Problem of public debt
Ricardo Hausmann and Catriona Purifield of Harvard University have expressed concern about India's large fiscal imbalances, what with the general government deficit exceeding 10 per cent of GDP and public debt representing about four-and-a-half years of revenue (IMF Working Paper: The Challenge of Fiscal Adjustment in a Democracy: The Case of India, September, 2004-WP/04/168.) They point out that elsewhere, the magnitude of fiscal imbalances in India would presage a fiscal crisis. Yet, this is not happening. India has a small foreign currency public debt, implying that exchange rate movements per se do not have a significant fiscal impact. Moreover, the long duration of its domestic debt implies that shocks to the interest rate take a long time in affecting the fiscal deficit. IMF economists warn that complacency on this ground may be misguided. A jump in long-term interest rates caused by the American Fed gradually raising the rates of interest may precipitate difficulties in the banking system. India's tolerance for debt makes the political system and society as a whole less responsive to debt accumulation. It is in the interest of Government to keep inflation low so that the public is willing to buy debt at a low interest rate. Budget institutions are being reformed in India over the past three years, thanks to the passing of the FRBM Act. The IMF points out: "The creditability of the FRBM Act would be greatly enhanced if the medium-term fiscal policy statement elaborated a plan of measures that support its annual targets. The statement is candid in saying that most of the planned adjustment will come from an increase in the tax-GDP ratio and correspondingly sets an ambitious target for tax revenue growth". The problem lies with the Budget estimates. India's track record suggests that the Budget estimates have not been unbiased. Over the past ten years, the actual Central deficit overshot its Budget target by 0.8 per cent of GDP, with nominal overruns in eight years."
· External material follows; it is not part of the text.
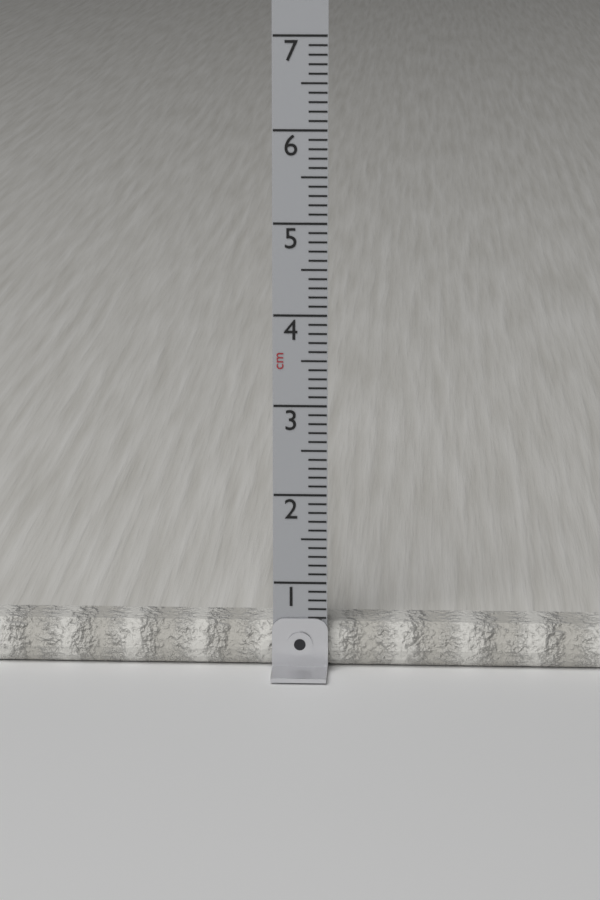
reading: 0.5 cm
Need for National Fiscal Commission
India faces the challenge of achieving fiscal sustainability within a decentralised federal system. As the IMF points out, India is one of the most decentralised countries. Using as a criterion the proportion of general government expenditure spent by the States, only China has a greater degree of decentralisation. Over the 1990s, State governments in India increased their share of general government spending without taking on additional expenditure responsibilities. However, the States' revenue-raising powers do not match their expenditure responsibilities. The share of total taxes collected by States is low. States do not have the mechanism of the FRBM Act. Even in respect of the Central Budget estimates, it has been the experience that revenues are generally overstated and expenditures reclassified in an opportunistic manner. This reduces the credibility of the Budget figures. For the FRBM Act to succeed, transparency of the Budget process has to be enhanced by empowering an independent scorekeeper to ensure that the process is not distorted by the strategic use of Budget estimates. Such an independent body will be empowered to prepare Budget estimates, provide accounting standards and verify the compliance with the FRBM Act and other budgetary rules and targets. The US Government found that the Gramm-Rudman-Hollings Act was subject to abuse and therefore transferred the responsibility for Budget estimates to the Congressional Budget Office. Creating a similar independent entity within the limits of our Constitution along the lines of the Electoral Commission, or by expanding the role of existing independent agencies charged with monitoring government funds and assessing policy (like the CAG) with the function of signing off on the quality of Budget estimates and the appropriateness of its classification may increase the effectiveness of the FRBM Act while making deviations at the time of Budget execution more justifiable. (The author is a former Chief Commissioner of Income-Tax.)